Beantin

James Royal-Lawson

small business

How can I improve my website?

No website is perfect. It’s not going to be. The pace of change within digital media is far too fast for us to reach perfection. We can though make them more effective.

People learn and adapt. We learn and adapt. We adjust and improve.

Testing and tweaking. That’s how you can improve your website. Adjusting and improving. Optimising what you’ve got.

A wise man said to me that you should aim to increase the conversion rate of your website every single month. A good goal to keep things moving.

4 areas of optimisation

The way in which you can improve your website is quite straightforward. There are four areas of website optimisation you should focus on.

All of them are interconnected and all of them affect your bottom line. They cost you money if you neglect them, they earn you money if you give them a little love and attention.

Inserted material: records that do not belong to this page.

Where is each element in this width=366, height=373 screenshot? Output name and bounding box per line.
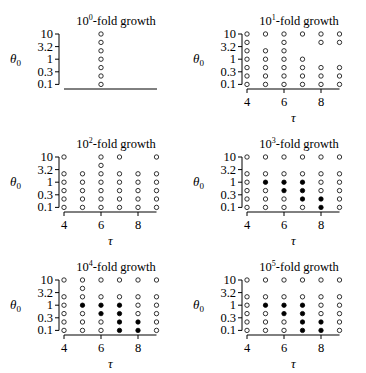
x-axis-label: τ [108,356,114,371]
open-marker [319,172,323,176]
open-marker [263,320,267,324]
y-tick-label: 0.1 [37,77,53,91]
filled-marker [282,180,286,184]
panel-2: 102-fold growth103.210.30.1θ0468τ [10,136,159,248]
open-marker [245,188,249,192]
open-marker [80,286,84,290]
open-marker [80,328,84,332]
filled-marker [263,303,267,307]
panel-1: 101-fold growth103.210.30.1θ0468τ [193,13,342,125]
open-marker [300,155,304,159]
open-marker [99,188,103,192]
open-marker [300,74,304,78]
panel-title: 104-fold growth [76,259,156,274]
open-marker [282,49,286,53]
open-marker [117,180,121,184]
x-tick-label: 8 [318,341,324,355]
open-marker [245,32,249,36]
open-marker [263,205,267,209]
open-marker [99,180,103,184]
filled-marker [117,328,121,332]
open-marker [99,320,103,324]
open-marker [337,40,341,44]
open-marker [117,155,121,159]
open-marker [117,278,121,282]
open-marker [136,172,140,176]
open-marker [136,180,140,184]
open-marker [263,278,267,282]
open-marker [154,155,158,159]
filled-marker [300,303,304,307]
open-marker [62,278,66,282]
filled-marker [300,328,304,332]
open-marker [99,40,103,44]
open-marker [62,320,66,324]
x-tick-label: 8 [135,218,141,232]
filled-marker [300,320,304,324]
x-axis-label: τ [291,356,297,371]
open-marker [282,278,286,282]
panel-4: 104-fold growth103.210.30.1θ0468τ [10,259,159,371]
open-marker [80,172,84,176]
open-marker [245,49,249,53]
filled-marker [282,311,286,315]
open-marker [117,295,121,299]
open-marker [263,49,267,53]
open-marker [62,303,66,307]
open-marker [282,57,286,61]
x-tick-label: 4 [244,341,251,355]
x-tick-label: 8 [318,218,324,232]
open-marker [337,205,341,209]
y-tick-label: 0.1 [37,323,53,337]
open-marker [99,278,103,282]
open-marker [337,320,341,324]
open-marker [99,82,103,86]
open-marker [337,155,341,159]
filled-marker [136,320,140,324]
open-marker [337,180,341,184]
open-marker [282,205,286,209]
open-marker [80,311,84,315]
open-marker [62,172,66,176]
y-tick-label: 0.1 [220,323,236,337]
open-marker [99,57,103,61]
open-marker [99,172,103,176]
open-marker [99,328,103,332]
open-marker [319,303,323,307]
open-marker [136,311,140,315]
x-axis-label: τ [291,233,297,248]
y-axis-label: θ0 [10,174,21,191]
open-marker [80,188,84,192]
open-marker [337,328,341,332]
x-tick-label: 4 [61,218,68,232]
filled-marker [117,303,121,307]
open-marker [319,188,323,192]
open-marker [263,311,267,315]
x-tick-label: 8 [318,95,324,109]
open-marker [337,278,341,282]
open-marker [245,65,249,69]
x-axis-label: τ [108,233,114,248]
open-marker [154,320,158,324]
open-marker [282,295,286,299]
open-marker [337,74,341,78]
open-marker [245,40,249,44]
filled-marker [319,205,323,209]
y-axis-label: θ0 [193,51,204,68]
open-marker [80,295,84,299]
open-marker [263,172,267,176]
open-marker [99,155,103,159]
x-tick-label: 6 [98,218,104,232]
x-tick-label: 8 [135,341,141,355]
open-marker [99,197,103,201]
open-marker [263,328,267,332]
panel-title: 103-fold growth [259,136,339,151]
filled-marker [300,311,304,315]
open-marker [80,205,84,209]
open-marker [282,155,286,159]
filled-marker [99,303,103,307]
open-marker [263,74,267,78]
open-marker [154,278,158,282]
open-marker [337,295,341,299]
open-marker [263,188,267,192]
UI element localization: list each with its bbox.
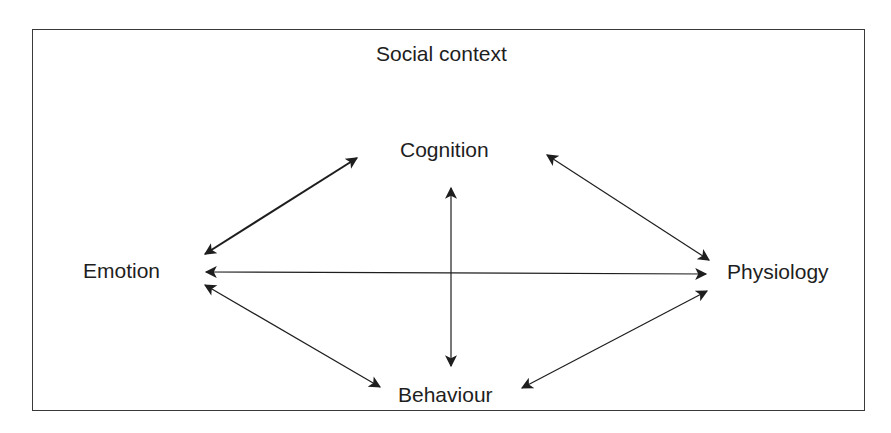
edge-emotion-physiology [206,272,706,274]
edge-cognition-physiology [547,155,709,260]
edge-emotion-cognition [205,158,357,254]
edge-emotion-behaviour [205,285,380,387]
arrows-layer [0,0,891,433]
edge-behaviour-physiology [522,291,707,388]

The four focus areas of optimisation are:

  • Web performance optimisation
  • Search engine optimisation
  • Usability optimisation
  • Conversion rate optimisation

Freeing up untapped potential

Everyone working with digital media and e-commerce is aware of Search Engine Optimisation. Often “optimisation” is taken to mean SEO and nothing else.

Many companies have spent a fair bit of cash over the years paying for SEO and SEM services to drive more traffic to their websites.

Increasing (relevant) traffic to your website is almost always a good thing. Unfortunately, if you’re site has poor usability or is sluggish due to poor web performance then you’ve got untapped potential.

The best way to free untapped potential is to turn your attention to your website. A good starting point is a website review.

Web performance optimisation

Start with web performance optimisation – in plain English, we’re talking about page speed. How fast the page loads and responds for your visitors in the context they use your site.

For some this context might be sat at a desktop computer connected to the internet via a high speed connections. For others it could be via a mobile telephone whilst in a moving vehicle.

For every second it takes for you pages to load, you could be losing you could be losing 7% of your online business. That’s expensive. Here are 5 practical tips from me to improve your page speed.

On-site SEO

After web performance, I’d tackle on-site search engine optimisation. This is where you make sure that your website is presenting the right content to search engines so that they in turn can present the right content to your potential visitors.

We need to help convince them that your page is the one they should click on amongst all the others.

Usability

Your website needs to be usable. Visitors need to be able to complete their tasks without falling over as if their shoes have been tied together. Optimising the usability of your site is your way of untying them.

The most basic (and critical) usability issues can be pinpointed quite easily. But you learn the most by testing and then analysing the behaviour of real visitors to your site. They are the ones trying to use it, not you. It’s their behaviour that counts.

Conversion optimisation

Once you’ve worked our way through these three areas of optimisation, it’s time to set your focus on CRO – Conversion rate optimisation.

This is where we look at the goals of your site and the steps a visitor goes through reach them and try to make sure the highest number of people possible make it all the way to the end.

Although usability and conversion optimisation are intrinsically related and overlapping, they are different.

You could say – Usability is making sure that it’s possible for visitors to complete their tasks. Conversion optimisation is giving them the right nudges to make sure they actually do.

User experience

I’ve laid out these four areas of optimisation for you in a specific order, but you can switch the order around or run the whole lot in parallel. It’s just a matter of resources and a bit of planning!

All-in-all we’re optimising the user experience. I could have sliced this up in a few difference ways, but all-in-all if we create high quality digital experiences, both the customer and your business will be as happy as the cat who got the cream.

Take the first step in optimising your digital business: check out my website review and audit service.

James Royal-Lawson+ is a digital strategist, web manager and optimiser based in Stockholm Sweden.

Start-ups are winners at social media

…or alternatively I could have written Incumbents are doomed to fail at social media.

At The Really Realtime Disruptive Media Conference in October 2009, Lesley Pennington, CEO and founder of Bemz, gave a presentation explaining how, thanks to social media, she had suceeded in creating a successful and profitable company.

As an Internet start-up, Bemz was at an instant advantage over older, incumbent organisations. There were starting with a clean slate. No baggage. No existing corporate culture. No massive shift in existing behaviour needed. No explaining “complicated” (read that as “everyday”) web concepts to C-suite executives who forged their careers before the Internet became mainstream.

This is why Internet start-ups & small businesses can leap-frog incumbants with their web-presences.

Unfortunately for old and established companies, I fear the only hope is for a generation shift – to wait (or to push) for the non-web-enabled executives to be replaced by their (younger) web-enabled equivalents. (Lisa Welchman discusses the C-Suite problem in great detail in No Chief Web Officer Required.)

By and large, the older executives are old dogs who are not going to learn new tricks. To them, both web strategy and web presence will remain a tactic, a side issue, rather than a strategy

They will not be able to convert their organisations into fully web-enabled enterprises with all the benefits it brings. That task, for this generation at least, is left to the start-ups and small businesses such as Lesley Pennington’s Bemz.